Linklater refreshingly distances himself from any semblance of a traditional biopic. Hart and an emerging circle of characters become much more, from commentaries on the artistic process to a critique of the relationship between art and commerce. Sitting in a booth near the bar is E.B. White (Patrick Kennedy), who Hart instantly recognizes and showers praise of his essays. The writer is feeling burned out on commentaries, revealing that he is working on a children’s book. Some viewers will instantly note that White wrote classics like “Stuart Little” and “Charlotte’s Web.” World War II is raging and while Hart chomps on one cigar after another, both men can get serious to reflect on a world going mad. Linklater treats the audience like intelligent viewers who don’t need everything spoon fed. This is an enjoyable film, but not one pretending like it wants to be box office champ over the weekend.

When the “Oklahoma!” party arrives, more levels to what Linklater wants to explore reveal themselves. Moments can be insightful on the politics of the entertainment world. Hart may trash talk Rodgers’ opus but he embraces his old friend and Hammerstein with nothing but praise for the production. At the time, the New York theater community was a rare safe space for a gay man, so it’s no surprise to see Hart flirting with a piano player he promises to introduce to Rodgers. It is also easy to see that maybe what Hurt really wants out of Elizabeth Weiland is genuine companionship, mistaken for romantic love. When the two huddle in a coat room, he wants to hear about her latest exploits with boys, like a best friend eager for details. Yet people are complicated and it stings when someone else seems to get close to seducing her, or maybe it’s just that feeling of being left behind. When Hart talks with Rodgers, the latter wants them to work on a revival of “A Connecticut Yankee,” with new song numbers. He also balks when Hart is honest about what he thinks of “Oklahoma!” Rodgers comes across as the one that is willing to cater to commercial interests, unafraid of producing cornball work to sell tickets. Hart’s taste for wicked satire almost seems to perturb the composer. Their debate is full of palpable tension. Linklater also uses such moments to provide more of a window into his subject, when Rodgers reminds Hart of his alcoholic binges, which contributed to an erratic writing partner that the more controlled Rodgers couldn’t deal with.

As a director Linklater has been impressively versatile, capable of playing with multiple genres. His credits include “Dazed and Confused” and “School of Rock,” yet also “Boyhood” and the “Before Sunrise” trilogy. The latter two also featured Hawke. Together these two are another one of those director-actor pairs who keep finding the inspiration to make unique films. Hawke’s performance in “Blue Moon” is a mixture of evoking genius and heartbreak.
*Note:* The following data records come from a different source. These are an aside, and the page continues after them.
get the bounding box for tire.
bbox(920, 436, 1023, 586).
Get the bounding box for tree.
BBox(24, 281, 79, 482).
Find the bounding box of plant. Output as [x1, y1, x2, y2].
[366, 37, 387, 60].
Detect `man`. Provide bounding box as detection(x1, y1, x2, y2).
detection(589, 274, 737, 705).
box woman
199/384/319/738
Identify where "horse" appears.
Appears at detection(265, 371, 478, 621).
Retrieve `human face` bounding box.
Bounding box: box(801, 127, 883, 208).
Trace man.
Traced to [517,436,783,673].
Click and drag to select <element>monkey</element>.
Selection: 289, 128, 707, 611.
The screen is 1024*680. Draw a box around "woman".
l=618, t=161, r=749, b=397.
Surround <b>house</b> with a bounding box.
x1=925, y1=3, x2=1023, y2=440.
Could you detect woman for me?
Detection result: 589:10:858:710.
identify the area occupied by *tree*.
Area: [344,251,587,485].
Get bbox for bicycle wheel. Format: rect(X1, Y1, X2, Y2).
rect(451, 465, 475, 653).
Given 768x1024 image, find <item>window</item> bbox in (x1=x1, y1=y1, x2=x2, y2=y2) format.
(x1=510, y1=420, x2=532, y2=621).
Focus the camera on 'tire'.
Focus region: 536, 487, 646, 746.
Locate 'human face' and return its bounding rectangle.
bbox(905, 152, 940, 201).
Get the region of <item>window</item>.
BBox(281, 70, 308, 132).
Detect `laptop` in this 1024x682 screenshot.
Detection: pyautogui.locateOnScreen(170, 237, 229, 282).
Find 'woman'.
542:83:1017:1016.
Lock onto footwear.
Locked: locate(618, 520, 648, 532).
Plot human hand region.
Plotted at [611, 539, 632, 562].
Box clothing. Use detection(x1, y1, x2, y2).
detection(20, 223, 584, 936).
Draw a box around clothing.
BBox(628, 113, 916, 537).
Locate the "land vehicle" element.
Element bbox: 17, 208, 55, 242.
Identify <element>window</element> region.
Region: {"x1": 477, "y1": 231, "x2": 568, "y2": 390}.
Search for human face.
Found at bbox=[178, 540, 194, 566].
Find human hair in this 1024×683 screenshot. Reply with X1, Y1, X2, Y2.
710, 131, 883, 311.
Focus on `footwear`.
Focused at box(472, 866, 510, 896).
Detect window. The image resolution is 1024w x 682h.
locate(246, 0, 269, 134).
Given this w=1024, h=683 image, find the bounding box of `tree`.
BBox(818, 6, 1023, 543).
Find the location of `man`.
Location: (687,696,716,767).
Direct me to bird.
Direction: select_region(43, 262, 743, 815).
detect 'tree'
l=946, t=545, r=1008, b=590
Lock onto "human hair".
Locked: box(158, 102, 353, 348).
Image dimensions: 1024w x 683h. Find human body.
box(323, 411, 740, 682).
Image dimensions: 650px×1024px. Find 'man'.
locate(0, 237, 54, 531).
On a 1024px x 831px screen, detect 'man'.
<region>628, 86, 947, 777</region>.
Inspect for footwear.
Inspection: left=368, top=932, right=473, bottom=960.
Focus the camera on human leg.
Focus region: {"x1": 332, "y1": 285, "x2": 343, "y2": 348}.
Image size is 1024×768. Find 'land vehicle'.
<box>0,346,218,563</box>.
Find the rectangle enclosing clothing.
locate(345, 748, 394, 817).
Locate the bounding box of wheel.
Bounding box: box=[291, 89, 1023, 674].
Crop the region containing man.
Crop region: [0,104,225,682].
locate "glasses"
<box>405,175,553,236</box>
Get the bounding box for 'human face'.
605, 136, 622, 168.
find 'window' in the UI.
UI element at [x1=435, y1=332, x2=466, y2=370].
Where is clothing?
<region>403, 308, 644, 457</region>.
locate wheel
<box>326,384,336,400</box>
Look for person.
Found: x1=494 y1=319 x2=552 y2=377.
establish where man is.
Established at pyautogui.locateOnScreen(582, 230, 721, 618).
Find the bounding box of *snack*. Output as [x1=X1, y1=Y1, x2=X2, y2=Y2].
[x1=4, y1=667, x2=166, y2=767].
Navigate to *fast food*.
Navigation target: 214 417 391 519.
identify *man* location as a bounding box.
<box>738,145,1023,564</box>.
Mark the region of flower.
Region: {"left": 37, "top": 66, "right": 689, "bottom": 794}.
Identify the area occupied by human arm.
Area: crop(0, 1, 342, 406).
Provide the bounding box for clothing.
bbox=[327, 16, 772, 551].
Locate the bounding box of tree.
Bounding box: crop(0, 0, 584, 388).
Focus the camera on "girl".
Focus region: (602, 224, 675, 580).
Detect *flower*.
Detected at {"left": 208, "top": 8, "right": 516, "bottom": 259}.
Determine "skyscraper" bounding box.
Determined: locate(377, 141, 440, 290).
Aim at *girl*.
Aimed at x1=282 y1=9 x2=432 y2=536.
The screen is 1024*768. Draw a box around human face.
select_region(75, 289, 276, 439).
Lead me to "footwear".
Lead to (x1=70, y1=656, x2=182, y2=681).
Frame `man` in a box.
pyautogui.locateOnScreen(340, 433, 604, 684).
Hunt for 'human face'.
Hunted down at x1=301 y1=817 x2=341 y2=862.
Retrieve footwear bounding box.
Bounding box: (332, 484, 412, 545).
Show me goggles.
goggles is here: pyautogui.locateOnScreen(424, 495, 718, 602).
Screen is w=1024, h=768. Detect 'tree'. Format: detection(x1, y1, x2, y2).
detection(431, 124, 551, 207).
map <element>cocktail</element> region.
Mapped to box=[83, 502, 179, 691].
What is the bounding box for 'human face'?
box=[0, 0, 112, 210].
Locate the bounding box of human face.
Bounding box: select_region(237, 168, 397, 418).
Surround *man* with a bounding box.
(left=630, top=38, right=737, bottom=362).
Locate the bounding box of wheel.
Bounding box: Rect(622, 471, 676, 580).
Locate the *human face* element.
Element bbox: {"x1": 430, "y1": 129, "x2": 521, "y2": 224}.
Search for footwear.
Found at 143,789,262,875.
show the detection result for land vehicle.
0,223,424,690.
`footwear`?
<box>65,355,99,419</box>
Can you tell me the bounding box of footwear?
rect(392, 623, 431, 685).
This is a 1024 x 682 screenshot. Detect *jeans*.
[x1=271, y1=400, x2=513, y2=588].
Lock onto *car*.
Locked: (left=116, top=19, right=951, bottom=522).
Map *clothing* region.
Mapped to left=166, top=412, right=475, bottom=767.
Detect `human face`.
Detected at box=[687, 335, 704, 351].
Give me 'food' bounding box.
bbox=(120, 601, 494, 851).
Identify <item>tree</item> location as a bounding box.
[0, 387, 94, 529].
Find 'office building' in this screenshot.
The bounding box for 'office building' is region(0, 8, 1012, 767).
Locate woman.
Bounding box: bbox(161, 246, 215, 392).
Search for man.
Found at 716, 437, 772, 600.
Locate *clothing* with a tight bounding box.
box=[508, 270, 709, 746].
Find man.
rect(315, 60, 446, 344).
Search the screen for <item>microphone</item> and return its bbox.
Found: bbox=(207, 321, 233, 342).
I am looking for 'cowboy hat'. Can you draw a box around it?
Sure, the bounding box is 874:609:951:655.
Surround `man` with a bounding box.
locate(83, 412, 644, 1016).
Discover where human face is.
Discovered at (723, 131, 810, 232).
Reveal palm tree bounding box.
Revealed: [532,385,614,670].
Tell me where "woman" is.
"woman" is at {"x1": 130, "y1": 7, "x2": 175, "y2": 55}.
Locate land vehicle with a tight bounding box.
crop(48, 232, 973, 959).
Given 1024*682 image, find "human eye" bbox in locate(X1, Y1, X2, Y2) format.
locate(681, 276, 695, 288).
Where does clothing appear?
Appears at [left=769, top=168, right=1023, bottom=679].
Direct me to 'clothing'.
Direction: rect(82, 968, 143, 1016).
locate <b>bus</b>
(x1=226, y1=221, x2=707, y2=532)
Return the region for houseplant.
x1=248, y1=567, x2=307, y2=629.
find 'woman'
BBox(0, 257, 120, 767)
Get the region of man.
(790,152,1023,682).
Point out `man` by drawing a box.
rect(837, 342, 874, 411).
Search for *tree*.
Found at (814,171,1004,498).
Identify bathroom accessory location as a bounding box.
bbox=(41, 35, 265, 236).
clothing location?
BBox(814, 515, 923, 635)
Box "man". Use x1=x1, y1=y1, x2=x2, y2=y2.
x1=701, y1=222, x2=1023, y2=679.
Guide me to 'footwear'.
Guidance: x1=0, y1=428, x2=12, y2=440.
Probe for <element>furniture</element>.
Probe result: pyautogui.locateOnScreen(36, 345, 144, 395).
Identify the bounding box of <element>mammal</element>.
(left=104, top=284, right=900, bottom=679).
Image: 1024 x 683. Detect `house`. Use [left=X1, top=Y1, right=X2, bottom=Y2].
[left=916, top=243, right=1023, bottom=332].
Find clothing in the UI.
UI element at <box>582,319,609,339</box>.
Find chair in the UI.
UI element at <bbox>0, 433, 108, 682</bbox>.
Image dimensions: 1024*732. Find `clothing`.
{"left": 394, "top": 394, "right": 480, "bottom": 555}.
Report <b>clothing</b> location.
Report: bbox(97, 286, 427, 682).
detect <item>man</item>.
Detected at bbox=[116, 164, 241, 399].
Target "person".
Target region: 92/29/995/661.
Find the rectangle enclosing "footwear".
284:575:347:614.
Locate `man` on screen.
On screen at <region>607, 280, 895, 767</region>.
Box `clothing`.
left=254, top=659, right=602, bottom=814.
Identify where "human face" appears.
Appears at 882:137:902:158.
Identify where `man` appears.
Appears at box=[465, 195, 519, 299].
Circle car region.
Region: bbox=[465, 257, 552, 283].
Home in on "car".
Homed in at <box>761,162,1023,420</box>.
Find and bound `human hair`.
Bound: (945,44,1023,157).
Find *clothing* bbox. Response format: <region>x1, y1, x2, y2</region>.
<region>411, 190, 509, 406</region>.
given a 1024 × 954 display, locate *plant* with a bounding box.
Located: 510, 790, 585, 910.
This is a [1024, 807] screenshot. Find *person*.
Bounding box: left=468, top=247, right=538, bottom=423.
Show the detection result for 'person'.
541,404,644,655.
We have to believe the Hart we meet wrote the lyrics, “Blue moon / You saw me standin’ alone / Without a dream in my heart / Without a love of my own.” The illusion is created by making Hawke look much shorter, so he does indeed feel like a man wandering a larger world of ambitions. Like the great poets, his Hart lives off sensations and the immediacy of feelings. He is so absorbed by the things he loves, like beauty and cigars, that he doesn’t care to risk his sanity. “Blue Moon” is an enrapturing evening with an artist whose heart is always on the edge.

Blue Moon” releases Oct. 17 in New York and Los Angeles and expands Oct. 24 nationwide.